Skip to main content Accessibility help
×
Hostname: page-component-7bb8b95d7b-2h6rp Total loading time: 0 Render date: 2024-10-07T08:23:35.809Z Has data issue: false hasContentIssue false

CHAPTER FIVE - Institutionalizing the Elderly

Published online by Cambridge University Press:  26 February 2010

Get access

Summary

In 1903, Homer Folks, commissioner of New York City's charities, announced a new policy for the City Almshouse. The institution would now be called the Home for the Aged and Infirm. Writing in the pages of Charities, Folks explained the reason. The change of name, he asserted, was based on the improved character of the inmates. In contrast to poorhouses of the past, New York's asylum was not filled with the lazy, corrupt, or able-bodied. Most of the residents were simply old and ailing. They had entered the poorhouse in order to receive badly needed food, shelter, and medical attention. “Observation and experience lead me to the conclusion,” Folks declared, “that we should regard the people with more consideration than we have been accustomed to give the inmates of the almshouse.” The adoption of a new name for the institution was thus intended to bring dignity to such aged sufferers. The institutionalized elderly would no longer be treated as disgraced paupers.

Folks's new policy was based on far more than the kindly sentiments of one charitable commissioner. It was not only the New York City Almshouse that appeared to be dominated by the old; almost every large city reported similar inmate populations. Nor was Folks unique in suggesting that “homes” might be created to shelter the aged and infirm. Throughout the nineteenth century, such private asylums had been established across the country, attracting the once middle-class elderly who had become incapable of providing for themselves.

Type
Chapter
Information
Beyond Sixty-Five
The Dilemma of Old Age in America's Past
, pp. 82 - 107
Publisher: Cambridge University Press
Print publication year: 1983

Access options

Get access to the full version of this content by using one of the access options below. (Log in options will check for institutional or personal access. Content may require purchase if you do not have access.)

Save book to Kindle

To save this book to your Kindle, first ensure coreplatform@cambridge.org is added to your Approved Personal Document E-mail List under your Personal Document Settings on the Manage Your Content and Devices page of your Amazon account. Then enter the ‘name’ part of your Kindle email address below. Find out more about saving to your Kindle.

Note you can select to save to either the @free.kindle.com or @kindle.com variations. ‘@free.kindle.com’ emails are free but can only be saved to your device when it is connected to wi-fi. ‘@kindle.com’ emails can be delivered even when you are not connected to wi-fi, but note that service fees apply.

Find out more about the Kindle Personal Document Service.

Available formats
×

Save book to Dropbox

To save content items to your account, please confirm that you agree to abide by our usage policies. If this is the first time you use this feature, you will be asked to authorise Cambridge Core to connect with your account. Find out more about saving content to Dropbox.

Available formats
×

Save book to Google Drive

To save content items to your account, please confirm that you agree to abide by our usage policies. If this is the first time you use this feature, you will be asked to authorise Cambridge Core to connect with your account. Find out more about saving content to Google Drive.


■ **Work to complete**
Go over the material below and report every line that contains the word "drawing".

■ **Input for this task**
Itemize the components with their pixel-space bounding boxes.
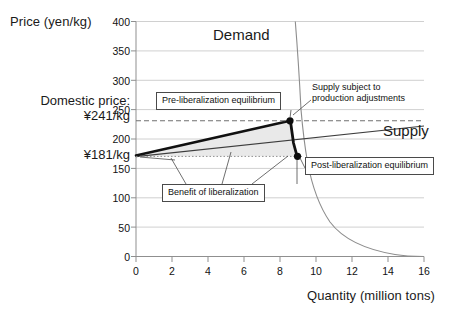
x-tick-12: 12 <box>342 265 362 277</box>
x-tick-16: 16 <box>414 265 434 277</box>
y-tick-250: 250 <box>104 104 130 116</box>
y-tick-200: 200 <box>104 133 130 145</box>
x-tick-6: 6 <box>234 265 254 277</box>
y-axis <box>131 22 136 257</box>
x-tick-8: 8 <box>270 265 290 277</box>
supply-curve-label: Supply <box>383 122 429 139</box>
benefit-of-liberalization-callout: Benefit of liberalization <box>162 184 265 202</box>
x-tick-2: 2 <box>162 265 182 277</box>
y-tick-0: 0 <box>104 251 130 263</box>
x-axis <box>136 257 424 263</box>
supply-adjustment-note-line1: Supply subject to <box>312 82 381 92</box>
post-liberalization-equilibrium-callout: Post-liberalization equilibrium <box>305 157 434 175</box>
chart-canvas: Price (yen/kg) Quantity (million tons) D… <box>0 0 451 317</box>
pre-liberalization-equilibrium-callout: Pre-liberalization equilibrium <box>156 92 281 110</box>
x-tick-0: 0 <box>126 265 146 277</box>
supply-adjustment-note-line2: production adjustments <box>312 93 405 104</box>
y-tick-50: 50 <box>104 222 130 234</box>
y-tick-300: 300 <box>104 75 130 87</box>
supply-adjustment-note: Supply subject to production adjustments <box>312 82 405 104</box>
pre-liberalization-equilibrium-point <box>286 117 293 124</box>
x-tick-10: 10 <box>306 265 326 277</box>
y-tick-400: 400 <box>104 16 130 28</box>
x-tick-14: 14 <box>378 265 398 277</box>
y-tick-150: 150 <box>104 163 130 175</box>
x-tick-4: 4 <box>198 265 218 277</box>
y-tick-350: 350 <box>104 45 130 57</box>
y-tick-100: 100 <box>104 192 130 204</box>
demand-curve-label: Demand <box>213 26 270 43</box>
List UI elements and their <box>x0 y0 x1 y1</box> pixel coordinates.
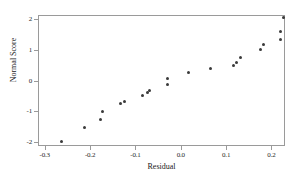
plot-area <box>38 15 285 146</box>
y-axis-tick-label: 0 <box>18 77 32 85</box>
y-axis-tick-label: 1 <box>18 46 32 54</box>
y-axis-tick-label: 2 <box>18 15 32 23</box>
y-axis-tick <box>34 19 38 20</box>
y-axis-tick <box>34 111 38 112</box>
x-axis-tick <box>271 146 272 150</box>
y-axis-tick <box>34 81 38 82</box>
x-axis-tick-label: 0.1 <box>211 151 241 159</box>
y-axis-tick <box>34 50 38 51</box>
y-axis-tick-label: -2 <box>18 138 32 146</box>
x-axis-tick <box>135 146 136 150</box>
x-axis-tick <box>90 146 91 150</box>
x-axis-tick <box>181 146 182 150</box>
y-axis-tick <box>34 142 38 143</box>
normal-probability-plot: -0.3-0.2-0.10.00.10.2-2-1012 Residual No… <box>0 0 293 176</box>
x-axis-tick-label: 0.2 <box>256 151 286 159</box>
x-axis-tick-label: -0.3 <box>30 151 60 159</box>
x-axis-tick-label: -0.1 <box>120 151 150 159</box>
x-axis-tick-label: 0.0 <box>166 151 196 159</box>
x-axis-tick <box>45 146 46 150</box>
y-axis-tick-label: -1 <box>18 107 32 115</box>
x-axis-tick-label: -0.2 <box>75 151 105 159</box>
x-axis-label: Residual <box>38 162 285 172</box>
x-axis-tick <box>226 146 227 150</box>
y-axis-label: Normal Score <box>9 20 19 100</box>
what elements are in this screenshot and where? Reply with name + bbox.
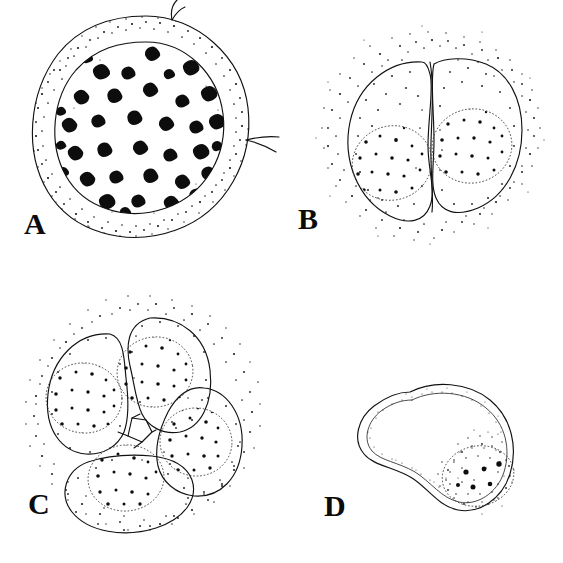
blastomere-left-outline (47, 334, 128, 454)
panel-d-later-embryo: D (282, 282, 563, 563)
nucleus-left-chromatin (54, 361, 115, 438)
panel-a-uncleaved-egg: A (0, 0, 281, 281)
nucleus-top-chromatin (124, 335, 191, 412)
yolk-granules (56, 46, 226, 217)
stippled-halo (25, 295, 261, 531)
panel-label-a: A (24, 209, 46, 239)
panel-label-b: B (298, 204, 318, 234)
nucleus-right (425, 101, 519, 190)
panel-label-c: C (28, 489, 50, 519)
panel-c-drawing (0, 282, 281, 563)
cell-mass-nuclei (456, 461, 502, 489)
panel-c-four-cell-stage: C (0, 282, 281, 563)
spine-projection-top (171, 0, 185, 20)
nucleus-right (157, 404, 236, 479)
cytoplasm-stipple (51, 321, 239, 531)
cell-mass-stipple (437, 429, 514, 514)
central-junction (118, 414, 156, 448)
cytoplasm-stipple (355, 59, 515, 207)
blastomere-right-outline (432, 59, 522, 213)
nucleus-bottom (85, 441, 167, 515)
blastomere-bottom-outline (65, 455, 193, 533)
outer-membrane (358, 384, 514, 510)
membrane-hatching (368, 388, 502, 488)
blastomere-right-outline (157, 388, 242, 496)
nucleus-left (343, 115, 442, 210)
cell-mass-texture (445, 447, 504, 502)
inner-membrane (367, 393, 507, 503)
panel-b-two-cell-stage: B (282, 0, 563, 281)
nucleus-bottom-chromatin (96, 443, 157, 506)
blastomere-left-outline (348, 62, 432, 221)
spine-projection-right (246, 137, 279, 152)
blastomere-top-outline (128, 318, 211, 433)
panel-b-drawing (282, 0, 563, 281)
nucleus-top (111, 331, 198, 413)
figure-root: A (0, 0, 563, 563)
panel-label-d: D (324, 491, 346, 521)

■ **Reply**
panel-c-drawing (0, 282, 281, 563)
panel-b-drawing (282, 0, 563, 281)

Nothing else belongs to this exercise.